The analysts lowered third-quarter and fourth-quarter earnings estimates for Air Canada due to expected pilot wage inflation and customers likely booking away from the airline because of fear of a pilot strike, but expect that margins “have bottomed this year” and will improve going forward. They have a “buy” rating on Air Canada’s stock, and a price target of $19 per share.
“Air Canada remains significantly undervalued on an EV/EBITDA basis versus other full-service carriers. We believe this valuation gap will close once pilot negotiations are in the rearview, shareholder returns are announced, and the recovery in long-haul Asia Pacific traffic continues to benefit Air Canada’s results,” Fitzgerald and Becker wrote.
“2024 has been a volatile year for the shares, but we expect margins to have bottomed this year and think the name is set up well against a lowered bar.”
Shares of Air Canada have struggled this year and are down about 12 per cent year-to-date. The weakness in share price performance is in part because of some of the earlier uncertainty surrounding the pilot deal. While post-pandemic pent-up demand helped fuel a travel recovery through 2023, there have also been broad industry concerns about air travel demand waning.

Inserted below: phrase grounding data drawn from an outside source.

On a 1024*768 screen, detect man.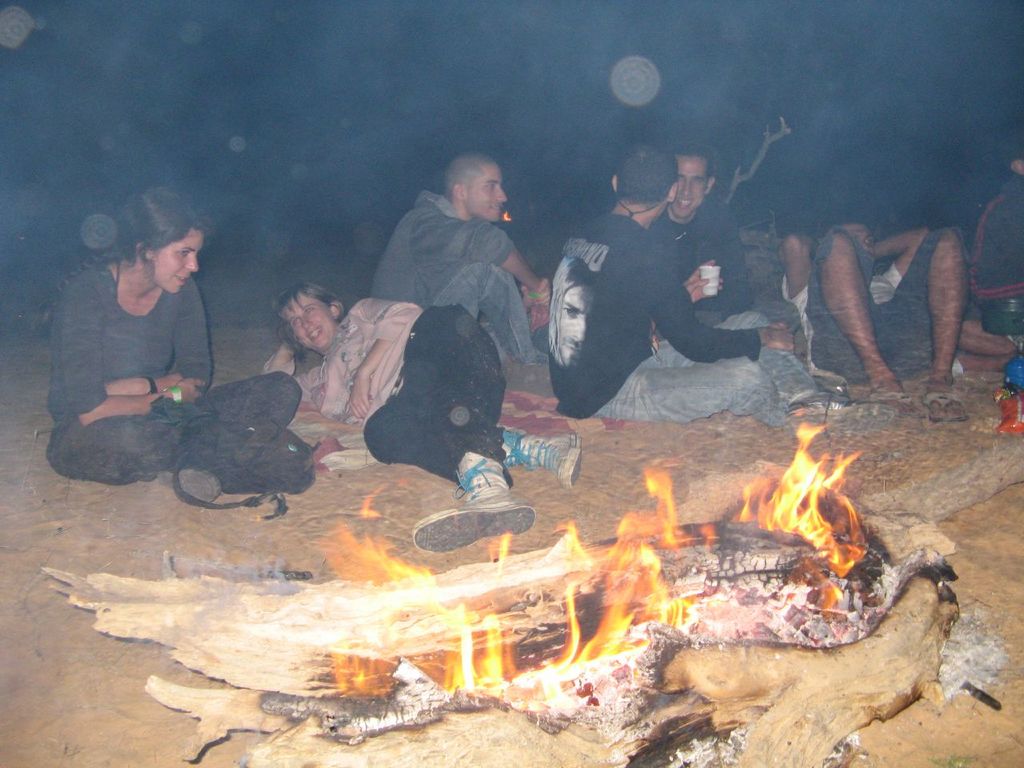
box=[544, 257, 606, 377].
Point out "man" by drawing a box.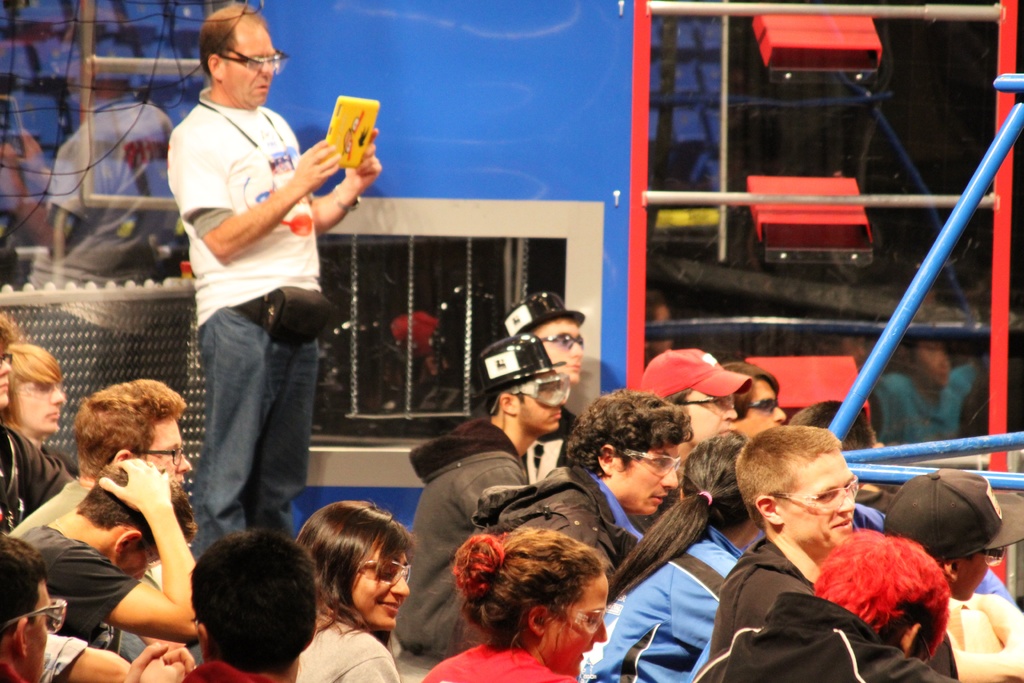
bbox=(15, 452, 210, 655).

During the last quarterly conference call, CEO Michael Rousseau acknowledged the share price weakness, telling analysts that the airline was “disappointed with our stock performance year-to-date, especially coming off our record 2023, and having completely repaired the balance sheet.”
National Bank analyst Cameron Doerksen also trimmed earnings expectations for Air Canada’s third and fourth quarters due to “strike threat-related noise.” He maintains an “outperform” rating on the stock, with a $22 price target. He says the ratification of the pilot deal “would remove a key overhang on the stock,” and while yields have softened over the summer, industry capacity growth is expected to decelerate later this year, which could benefit the airline from a yield perspective.
“Much of the yield pressure that Air Canada has faced this year was the result of excess industry capacity, particularly to the U.S. and international sun destinations in the winter, as well as European destinations in the summer,” Doerksen wrote.
“Looking at Q4, however, capacity growth is decelerating which could help drive some yield improvement heading into 2025.”
Doerksen also expects lower jet fuel prices to help offset the impact of the strike threat.
But there remains a risk for the outlook for Air Canada – that the pilot union rejects the tentative four-year agreement.
Last week, the head of the Air Canada pilot union, Charlene Hudy, said she’ll step down if members opt to reject the deal. The contract, reached in late-September after more than a year of negotiations, averted a strike that would have seen approximately 670 flight cancellations and 110,000 passengers affected daily. While the agreement adds $1.9 billion in value for its membership, the deal has faced scrutiny from some pilots, particularly more recent recruits who are unimpressed with the ongoing pay gap between newer employees and more experienced colleagues.
Doerksen says that although the total pay increase of the tentative agreement is at the high end of expectations, he estimates the total cost increase for the airline will be around 2.5 per cent over the four years, something that is “manageable” for Air Canada.
“While there is still some risk that the recently reached tentative agreement with its pilots is not ratified, we believe the confirmation of a new deal would remove a key overhang on the stock,” he wrote.
Fitzgerald and Becker also note that other risks are that travel demand weakens in Canada, and that shareholder returns do not materialize as quickly as expected.